Article

RA Patient Refusing Relief: Whose Right to Decide?

A patient with rheumatoid arthritis declines to take pain relievers. His wife says he needs them, but won't admit it. What should be done?

Stonington SD. A Piece of My Mind: Whose Autonomy?  JAMA (2014) 312:1099-1100. doi:10.1001/jama.2014.8273

This essay recounts the case of a 64-year-old man with rheumatoid arthritis who refused to take to take nonsteroidal anti-inflammatory drugs for pain, which the author had recommended adding to his methotrexate. The patient's wife said, “It is just part of his self-image to be tough and not treat his pain. But he needs treatment, whether he will say so or not.”

This brought to mind a similar experience while the author was doing anthropological fieldwork on end-of-life care in Northern Thailand. Medical staff and the son overruled the wishes of an elderly man with colorectal cancer, who underwent repeated resuscitation at his son's insistence but died before a planned surgery.

Had doctors violated his autonomy? The author, a Westerner, thought so. But a Thai nursing student argued that he was "thinking like a foreigner." The father's role, she said, is to say he is ready for whatever comes. The son's role is to try everything possible until the end. "They both do the right thing," she said, "and they both get merit.”

The essay goes on to discuss the relationship between patient autonomy and the role of the family and others, and how “merit” relates to the Asian concept of karma.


▶ **WHAT TO DO**:
Please transcribe the data that follows, keeping every line exact.

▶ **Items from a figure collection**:
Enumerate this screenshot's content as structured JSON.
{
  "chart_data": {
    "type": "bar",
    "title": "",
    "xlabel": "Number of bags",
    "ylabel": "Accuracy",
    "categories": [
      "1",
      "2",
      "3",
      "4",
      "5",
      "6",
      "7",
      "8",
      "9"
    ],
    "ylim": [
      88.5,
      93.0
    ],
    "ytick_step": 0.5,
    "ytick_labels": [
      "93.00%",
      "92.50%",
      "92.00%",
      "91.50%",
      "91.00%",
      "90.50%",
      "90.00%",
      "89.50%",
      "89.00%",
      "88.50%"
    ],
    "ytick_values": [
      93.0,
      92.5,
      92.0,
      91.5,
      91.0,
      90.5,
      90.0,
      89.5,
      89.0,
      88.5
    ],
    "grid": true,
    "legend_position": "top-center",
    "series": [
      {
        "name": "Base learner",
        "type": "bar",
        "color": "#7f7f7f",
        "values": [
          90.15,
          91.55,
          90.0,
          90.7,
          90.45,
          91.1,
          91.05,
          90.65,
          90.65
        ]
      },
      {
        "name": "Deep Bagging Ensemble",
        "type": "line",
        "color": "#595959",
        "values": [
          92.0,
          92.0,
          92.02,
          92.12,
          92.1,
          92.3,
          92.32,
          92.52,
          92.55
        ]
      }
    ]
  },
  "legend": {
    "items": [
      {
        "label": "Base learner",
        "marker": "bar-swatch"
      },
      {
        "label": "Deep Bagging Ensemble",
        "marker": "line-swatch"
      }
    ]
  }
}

▶ **RESPONSE AREA**:
Enumerate this screenshot's content as structured JSON.
{
  "chart_data": {
    "type": "bar",
    "title": "",
    "xlabel": "Number of bags",
    "ylabel": "Accuracy",
    "categories": [
      "1",
      "2",
      "3",
      "4",
      "5",
      "6",
      "7",
      "8",
      "9"
    ],
    "ylim": [
      88.5,
      93.0
    ],
    "ytick_step": 0.5,
    "ytick_labels": [
      "93.00%",
      "92.50%",
      "92.00%",
      "91.50%",
      "91.00%",
      "90.50%",
      "90.00%",
      "89.50%",
      "89.00%",
      "88.50%"
    ],
    "ytick_values": [
      93.0,
      92.5,
      92.0,
      91.5,
      91.0,
      90.5,
      90.0,
      89.5,
      89.0,
      88.5
    ],
    "grid": true,
    "legend_position": "top-center",
    "series": [
      {
        "name": "Base learner",
        "type": "bar",
        "color": "#7f7f7f",
        "values": [
          90.15,
          91.55,
          90.0,
          90.7,
          90.45,
          91.1,
          91.05,
          90.65,
          90.65
        ]
      },
      {
        "name": "Deep Bagging Ensemble",
        "type": "line",
        "color": "#595959",
        "values": [
          92.0,
          92.0,
          92.02,
          92.12,
          92.1,
          92.3,
          92.32,
          92.52,
          92.55
        ]
      }
    ]
  },
  "legend": {
    "items": [
      {
        "label": "Base learner",
        "marker": "bar-swatch"
      },
      {
        "label": "Deep Bagging Ensemble",
        "marker": "line-swatch"
      }
    ]
  }
}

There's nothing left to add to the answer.